Interestingly, that appeal doesn’t appear on a page by itself; it appears overlaid on top of the actual article you were trying to read:
(Click here for the full image.)
It’s a neat mix of code: links within the article and sidebar are no longer clickable behind the overlay, but the top nav bars (the Home Page/Today’s Paper top one and the World/U.S./N.Y./Region one) both remain clickable — a subtle suggestion to keep exploring even if this particular alley’s proved a dead end.
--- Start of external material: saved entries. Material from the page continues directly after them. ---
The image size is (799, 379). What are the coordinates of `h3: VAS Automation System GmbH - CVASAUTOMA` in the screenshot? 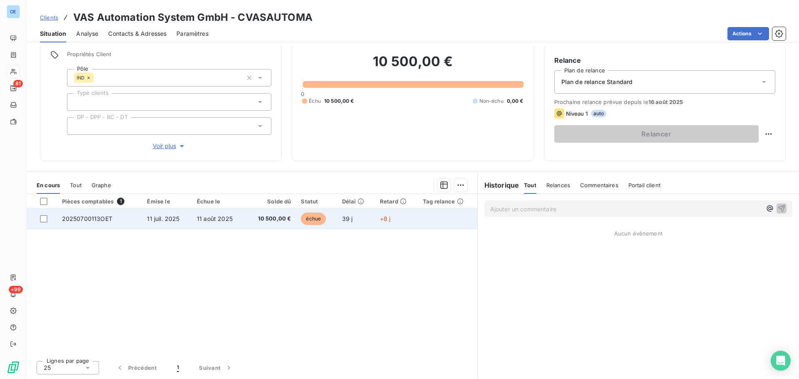 It's located at (193, 17).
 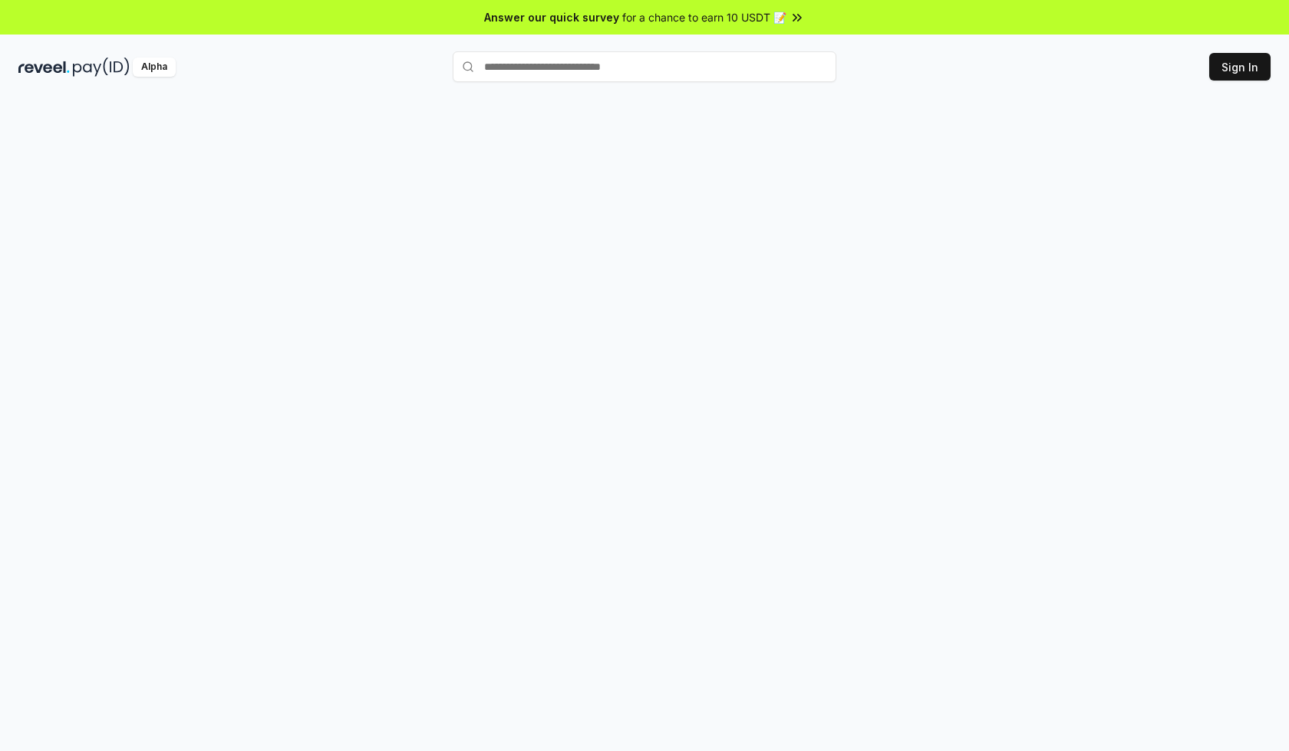 What do you see at coordinates (552, 17) in the screenshot?
I see `span: Answer our quick survey` at bounding box center [552, 17].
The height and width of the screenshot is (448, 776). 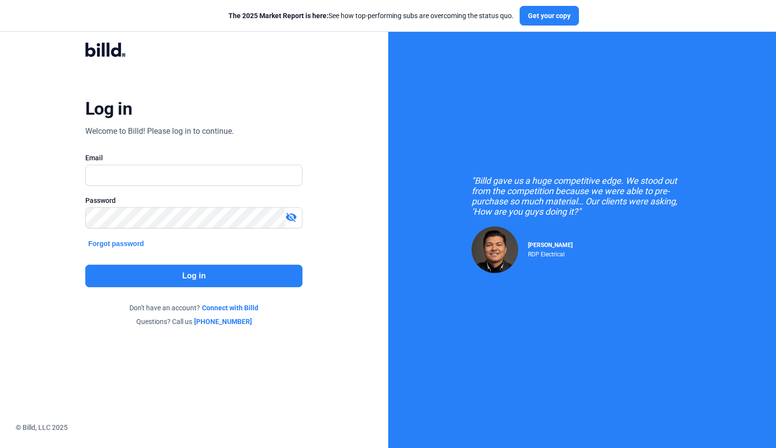 I want to click on div: RDP Electrical, so click(x=550, y=253).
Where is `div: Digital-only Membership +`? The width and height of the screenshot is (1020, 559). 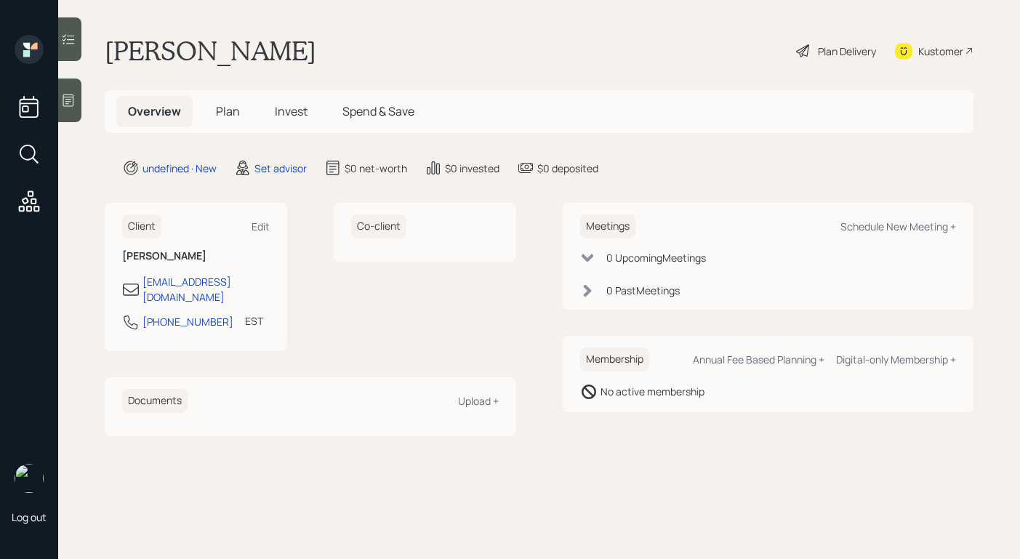 div: Digital-only Membership + is located at coordinates (896, 359).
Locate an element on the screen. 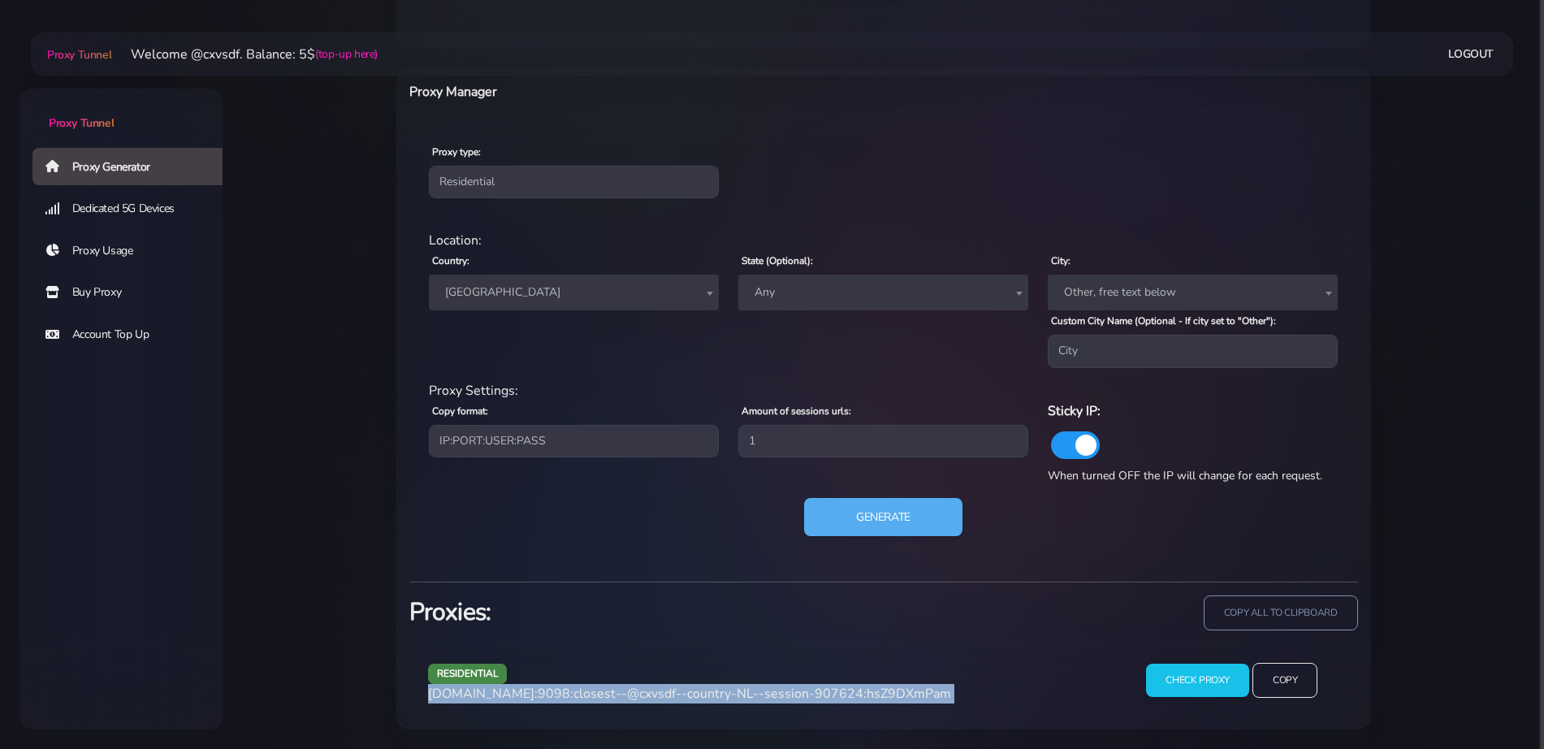  a: Proxy Generator is located at coordinates (134, 167).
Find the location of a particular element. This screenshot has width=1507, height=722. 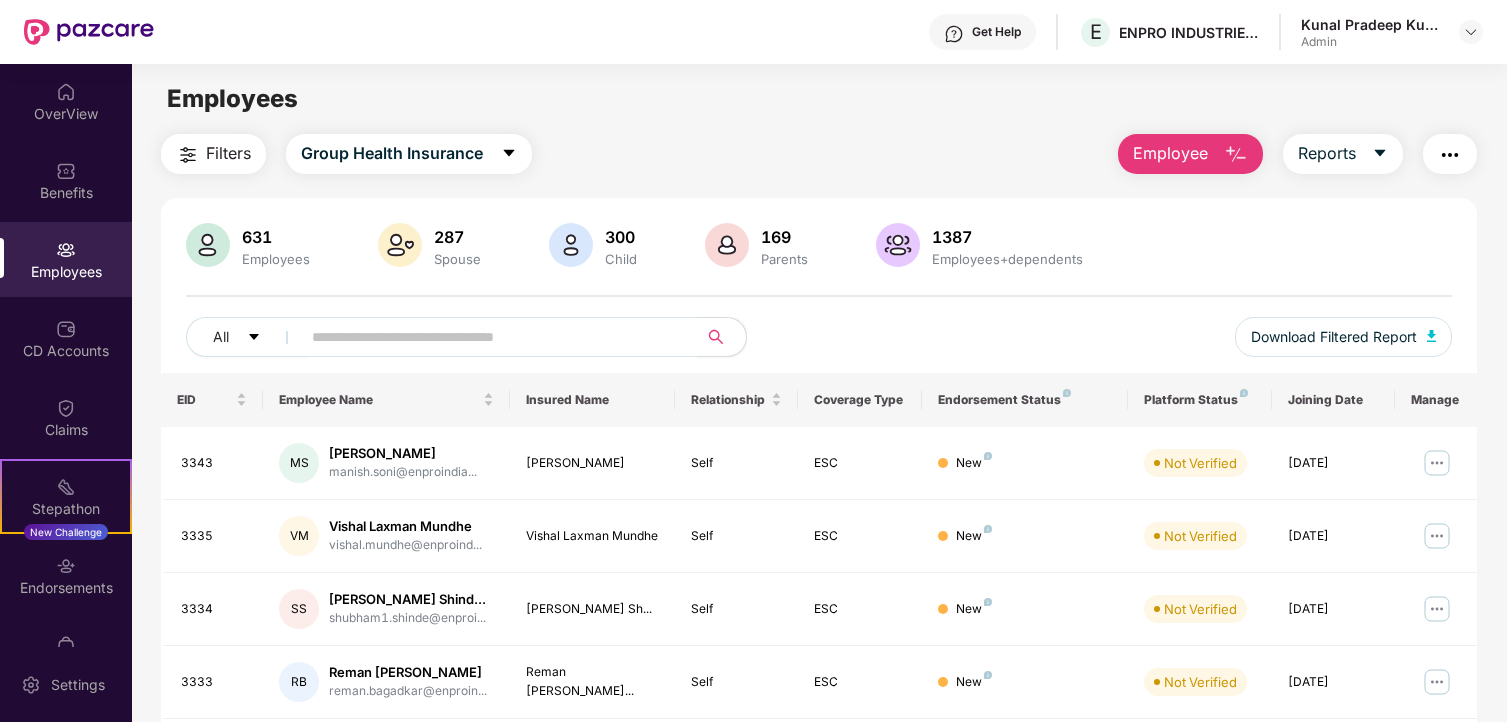

button: Download Filtered Report is located at coordinates (1344, 337).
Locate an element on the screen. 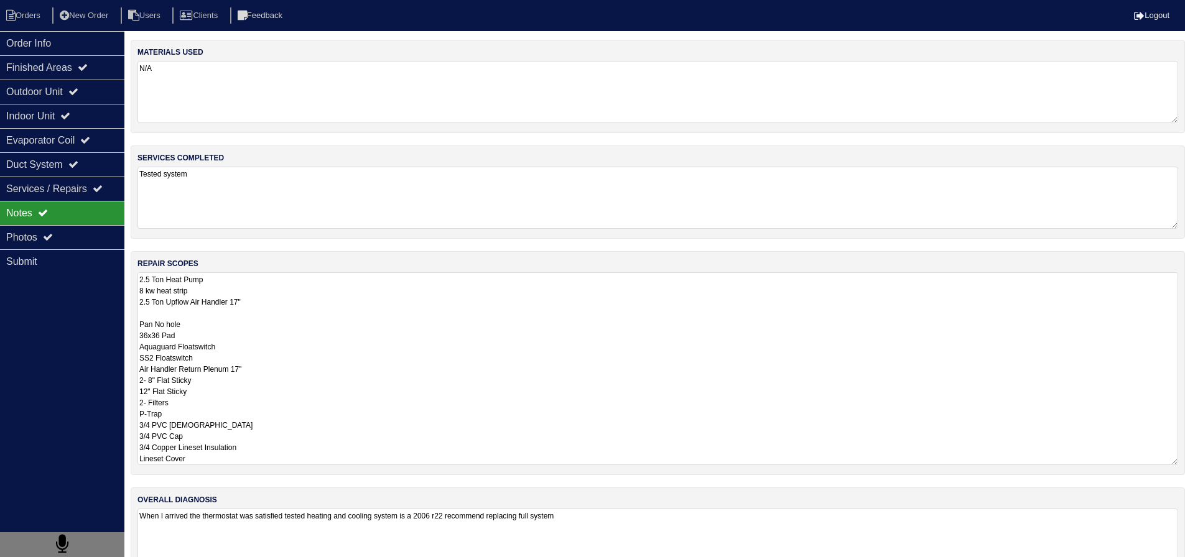  label: materials used is located at coordinates (170, 52).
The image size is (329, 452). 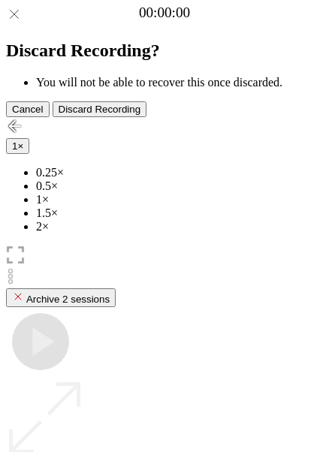 I want to click on div: Archive 2 sessions, so click(x=61, y=297).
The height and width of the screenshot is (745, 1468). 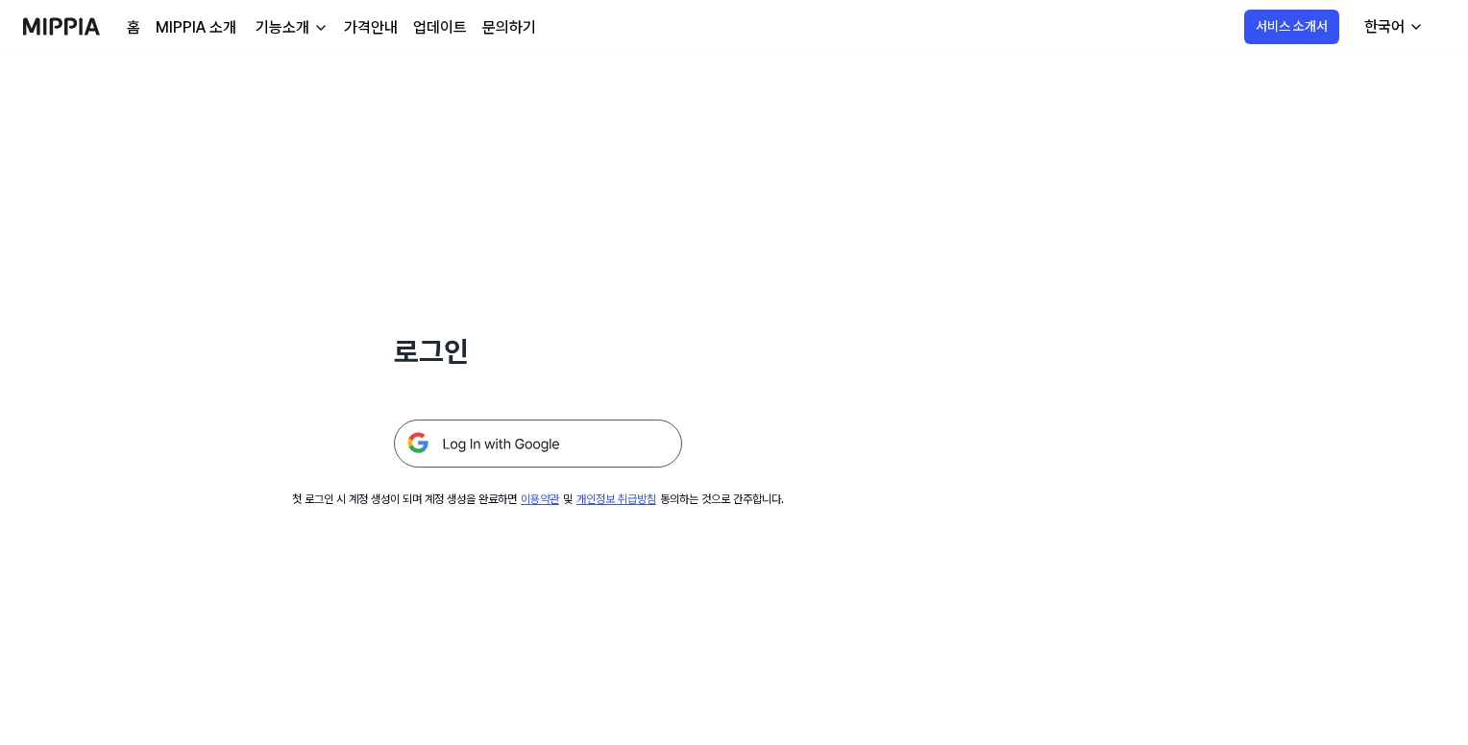 I want to click on a: 가격안내, so click(x=371, y=28).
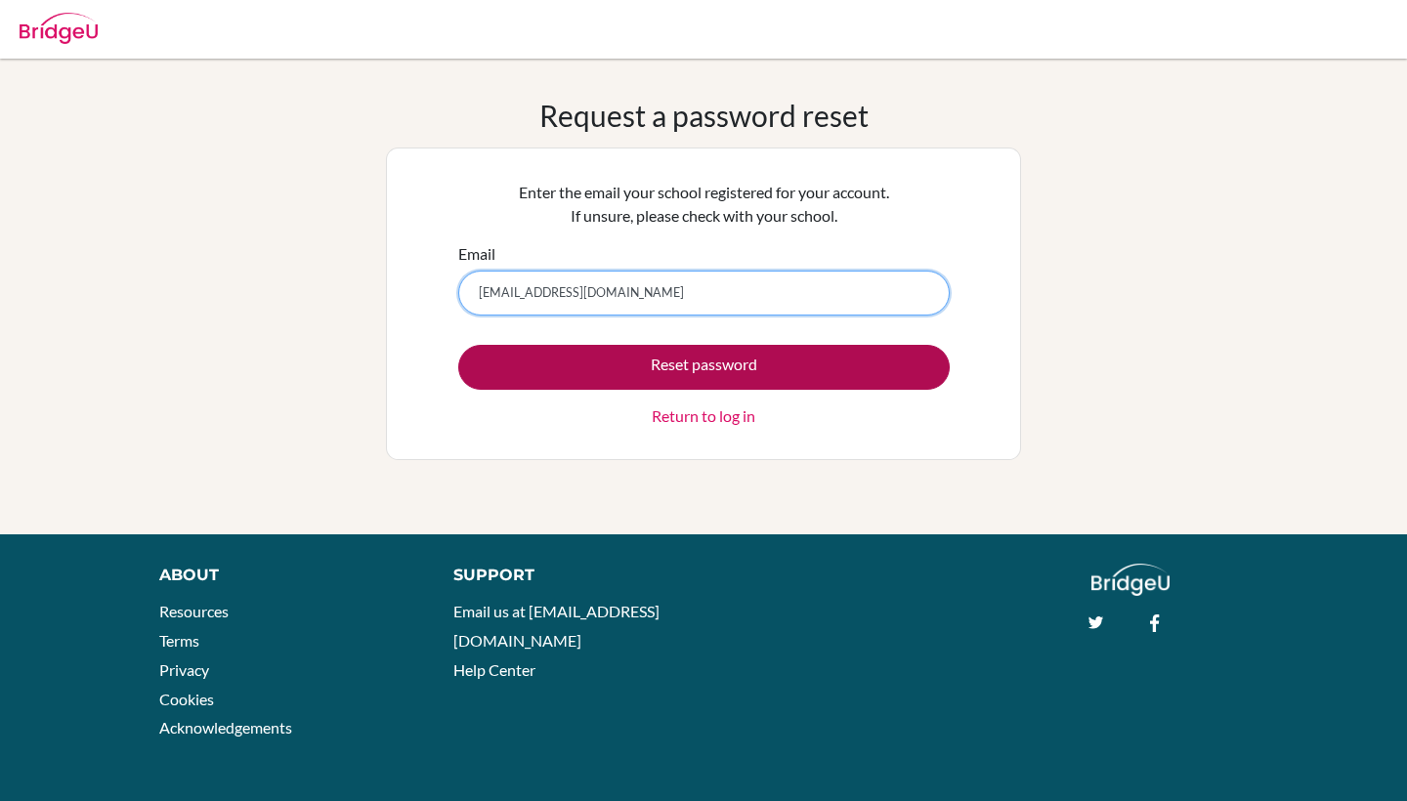 Image resolution: width=1407 pixels, height=801 pixels. What do you see at coordinates (1130, 579) in the screenshot?
I see `img: logo_white@2x-f4f0deed5e89b7ecb1c2cc34c3e3d731f90f0f143d5ea2071677605dd97b5244.png` at bounding box center [1130, 579].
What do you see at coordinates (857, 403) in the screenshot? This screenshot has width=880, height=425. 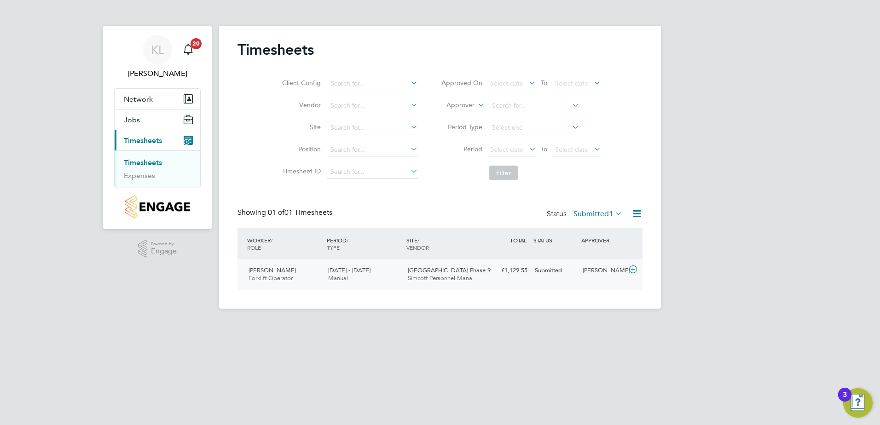 I see `button: Open Resource Center, 3 new notifications` at bounding box center [857, 403].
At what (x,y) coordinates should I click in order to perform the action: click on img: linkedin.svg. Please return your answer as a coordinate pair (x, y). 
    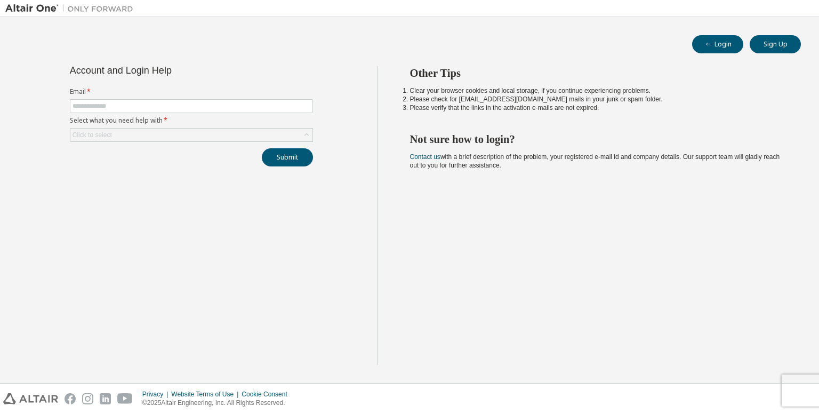
    Looking at the image, I should click on (105, 398).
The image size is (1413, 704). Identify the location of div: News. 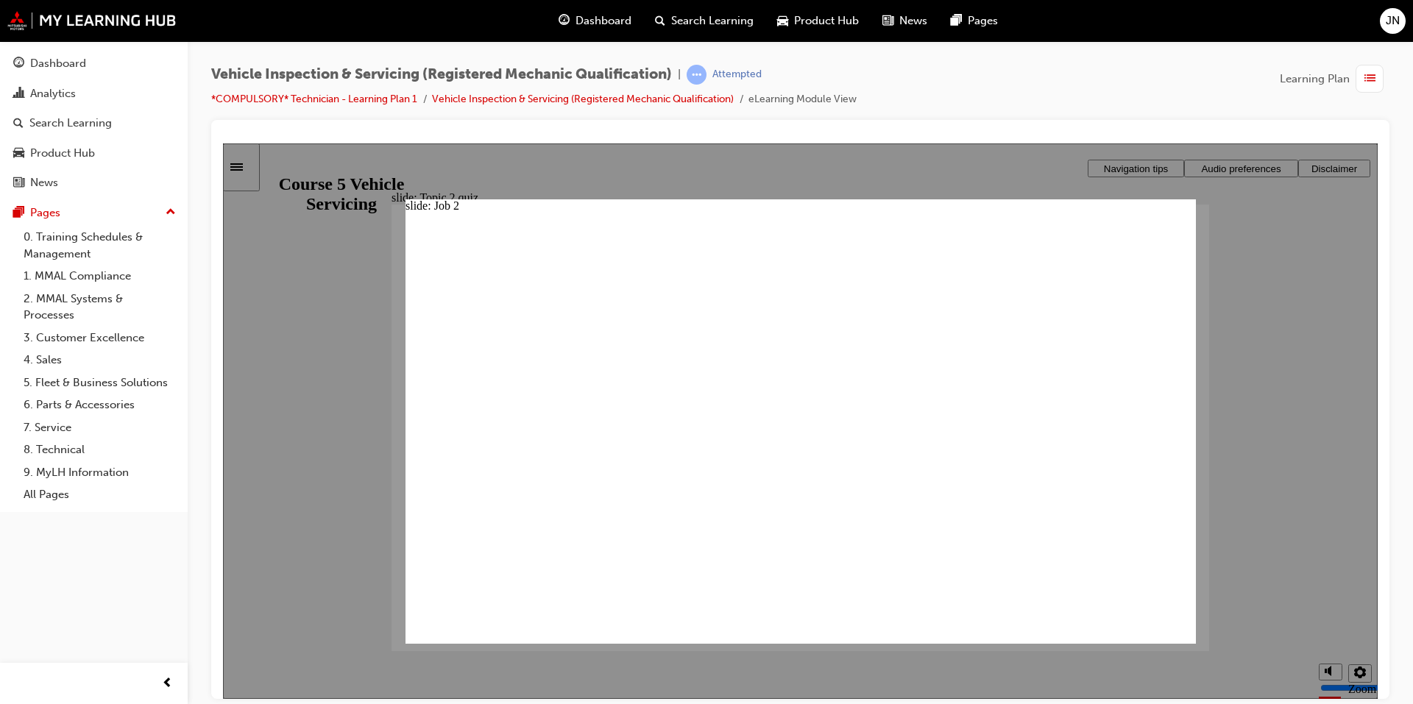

And not that we need more evidence that this paywall is going to be awfully permeable — but I do note that if you view the page’s HTML source, the entire text of the story is still there, even if you’re on Story No. 7,423 of the month. (At least I think — I didn’t check that high. I clicked on another 10-20 stories and always got the same message you see above.)
If you go ahead and try to buy a digital subscription, you’re offered an introductory deal which I’d have to guess is a preview of the intro deal Americans have been promised for March 28:
99 cents a week for the first four weeks, then $3.75 a week after, which matches the $15/four weeks advertised price. (That’s all in American greenbacks, not loonies.) The payment form only has space for credit card info, but the fine print at the bottom references PayPal — perhaps that’ll arrive with the American paywall.
In all, it looks like a perfectly functioning paywall, with lots of holes — social media, search, the View Source command in your browser — predrilled. Now, we wait to see whether in holding back some readers, it lets in some revenue.